In Johnson’s last full year at the top of J.C. Penney, revenue dropped 21% to $12.99 million. Same-store sales cratered more than 25%. In the preceding four years, same-store sales were relatively flat.
Numbers in the first quarter of this year improved, but not enough for J.C. Penney to survive. Revenue was $2.64 billion, a drop 16.4% compared to the same quarter in 2012. Comparable-store sales decreased 16.6%.
J.C. Penney did pick up some financing, but based on the CIT news (true or not), it might not have been enough. Goldman Sachs Group Inc. (NYSE: GS) lined up a credit facility of $1.75 billion earlier this year. If J.C. Penney’s losses are running at the rate of last year, nearly a billion dollars per annum, experts looking at J.C. Penney books would conclude that the Goldman facility is not nearly enough.
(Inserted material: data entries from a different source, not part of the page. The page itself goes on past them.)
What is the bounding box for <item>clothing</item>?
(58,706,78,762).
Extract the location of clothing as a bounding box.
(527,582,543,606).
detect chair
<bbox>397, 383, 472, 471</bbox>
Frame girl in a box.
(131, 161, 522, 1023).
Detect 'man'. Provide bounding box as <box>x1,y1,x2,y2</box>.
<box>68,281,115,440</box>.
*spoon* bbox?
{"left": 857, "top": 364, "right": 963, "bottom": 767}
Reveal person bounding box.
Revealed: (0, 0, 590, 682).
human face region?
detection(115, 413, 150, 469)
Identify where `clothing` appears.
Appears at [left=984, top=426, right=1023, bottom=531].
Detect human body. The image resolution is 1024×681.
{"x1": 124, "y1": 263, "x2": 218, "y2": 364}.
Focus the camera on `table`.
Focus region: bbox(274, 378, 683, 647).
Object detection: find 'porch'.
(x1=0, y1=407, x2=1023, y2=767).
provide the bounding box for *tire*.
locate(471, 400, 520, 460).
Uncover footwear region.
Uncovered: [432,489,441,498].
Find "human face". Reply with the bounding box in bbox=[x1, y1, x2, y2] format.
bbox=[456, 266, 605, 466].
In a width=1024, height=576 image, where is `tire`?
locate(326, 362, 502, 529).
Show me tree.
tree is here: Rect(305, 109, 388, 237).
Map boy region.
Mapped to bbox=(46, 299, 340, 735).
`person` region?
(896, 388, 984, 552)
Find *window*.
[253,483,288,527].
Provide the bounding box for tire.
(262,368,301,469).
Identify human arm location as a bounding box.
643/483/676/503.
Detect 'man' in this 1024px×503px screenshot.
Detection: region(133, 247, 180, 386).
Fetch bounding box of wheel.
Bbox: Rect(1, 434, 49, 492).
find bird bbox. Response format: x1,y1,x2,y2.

J.C. Penney has not given investors sufficient data about same-store sales during the second quarter, and projections for the current quarter are too little for outsiders to realistically make a decision about its fate. Its shares did drop to $14.60 after hours on the CIT rumor, but they still are modestly above the 52-week low of $13.55. Perhaps not all investors have given up all hope.
J.C. Penney probably even lacks the money to close many of its nearly 1,000 stores. The expenses of severance and shuttering facilities could run into the tens of millions of dollars, if not higher. Loyal J.C. Penney customers in some locations would be without a store. The disruption to the company’s effort to reach out to consumers with the message that the old J.C. Penney has come back would be damaged beyond recovery.
J.C. Penney’s financiers must have looked at the one metric that really counts — same-store sales — and decided a hoped-for recovery is already dead.